This summer I said yes to something I'd been thinking about for ages: I learned how to take communion to nursing home residents. One of the deacons taught me what to do for a service at a nearby retirement village, where the residents are fairly independent, and it went fine. I was a little surprised when he said I should tag along with someone named Pat for a service at another facility, but he was right. It was really different.
I held the pyx in my lap as we drove together from the church to the county nursing home, and I thought again about the wonder of it: that the One who spread forth the universe has chosen to be contained in the host. It wasn't until we arrived that I learned why the deacon wanted me to tag along this time. The residents at the county nursing home are frailer and older than the folks at the retirement village; many of them are confused and no longer ambulatory. So instead of a corporate communion service, where the residents walk down to a little chapel, the EMHCs go to them. The activities director maintains a list of Catholic residents, and she walked us through the maze of hallways so we could see them one by one.
I've worked in nursing homes that emphasize getting better and going home, and in last-stop nursing homes. Although this facility had a modest therapy space, it mostly felt like a last-stop kind of place. It was a clean and reasonably pleasant last-stop place, but the people we saw were clearly in fragile health. What stood out to me was how close to the bone faith seems to be. There was the woman on oxygen, working to breathe but determined to say every word of the Our Father, and the woman who insisted that she would overcome her vertigo and sit up to receive. "My grandmother would roll in her grave if she knew I was lying down for communion," she said. There was the overtly dysarthric man we found in the therapy room. He had to struggle to say that he had left the Catholic faith for Islam because Jesus was not God, but he thought it was worth the effort. There was the confused woman we saw at the end-- she didn't know quite where we were, and she was a little worried about it, but she wanted to be sure to say an act of contrition before she received the host reverently. Afterward she kissed Pat's hand. "She always does that," he said, a little embarrassed. But it struck me as appropriate, an echo of the passage in Isaiah that says, "How beautiful are the feet of him who brings good news, announcing peace." To be a Eucharistic minister is to bring not just tidings of peace, but the actual good news, our actual peace, enfleshed.

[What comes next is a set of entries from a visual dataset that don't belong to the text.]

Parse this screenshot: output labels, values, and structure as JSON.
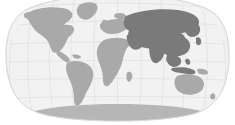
{
  "map": {
    "title": "World Map",
    "projection": "Robinson",
    "background_color": "#ffffff",
    "ocean_color": "#f2f2f2",
    "ocean_border_color": "#d8d8d8",
    "graticule_color": "#dcdcdc",
    "land_color": "#a9a9a9",
    "highlight_color": "#7a7a7a",
    "polar_color": "#b6b6b6",
    "graticule": {
      "meridian_count": 11,
      "parallel_count": 7,
      "meridian_spacing_degrees": 30,
      "parallel_spacing_degrees": 30,
      "visible": true
    },
    "regions": [
      {
        "name": "north-america",
        "label": "North America",
        "highlighted": false,
        "fill": "#a9a9a9"
      },
      {
        "name": "greenland",
        "label": "Greenland",
        "highlighted": false,
        "fill": "#a9a9a9"
      },
      {
        "name": "south-america",
        "label": "South America",
        "highlighted": false,
        "fill": "#a9a9a9"
      },
      {
        "name": "africa",
        "label": "Africa",
        "highlighted": false,
        "fill": "#a9a9a9"
      },
      {
        "name": "europe",
        "label": "Europe",
        "highlighted": false,
        "fill": "#a9a9a9"
      },
      {
        "name": "asia",
        "label": "Asia",
        "highlighted": true,
        "fill": "#7a7a7a"
      },
      {
        "name": "middle-east",
        "label": "Middle East",
        "highlighted": true,
        "fill": "#7a7a7a"
      },
      {
        "name": "india",
        "label": "India",
        "highlighted": true,
        "fill": "#7a7a7a"
      },
      {
        "name": "southeast-asia",
        "label": "Southeast Asia",
        "highlighted": true,
        "fill": "#7a7a7a"
      },
      {
        "name": "australia",
        "label": "Australia",
        "highlighted": false,
        "fill": "#a9a9a9"
      },
      {
        "name": "antarctica",
        "label": "Antarctica",
        "highlighted": false,
        "fill": "#b6b6b6"
      }
    ]
  }
}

Many of the residents were napping, and if they didn't respond when we called their names softly we would just pray for them. One of them shared my own Stella's name. I thought about her mother 90 years ago, trying to decide on the loveliest name for her lovely baby girl. In those days, as in these, her Stella's scalp showed through her sparse hair and her gums were toothless. And as I watched her sleeping I thought about my daughter, and wondered who would be praying for her 80 years from now. I hope it is engraved on her heart, now and then and in between, how deeply and everlastingly she is loved. I hope she can hold on to that truth, whatever age may take away.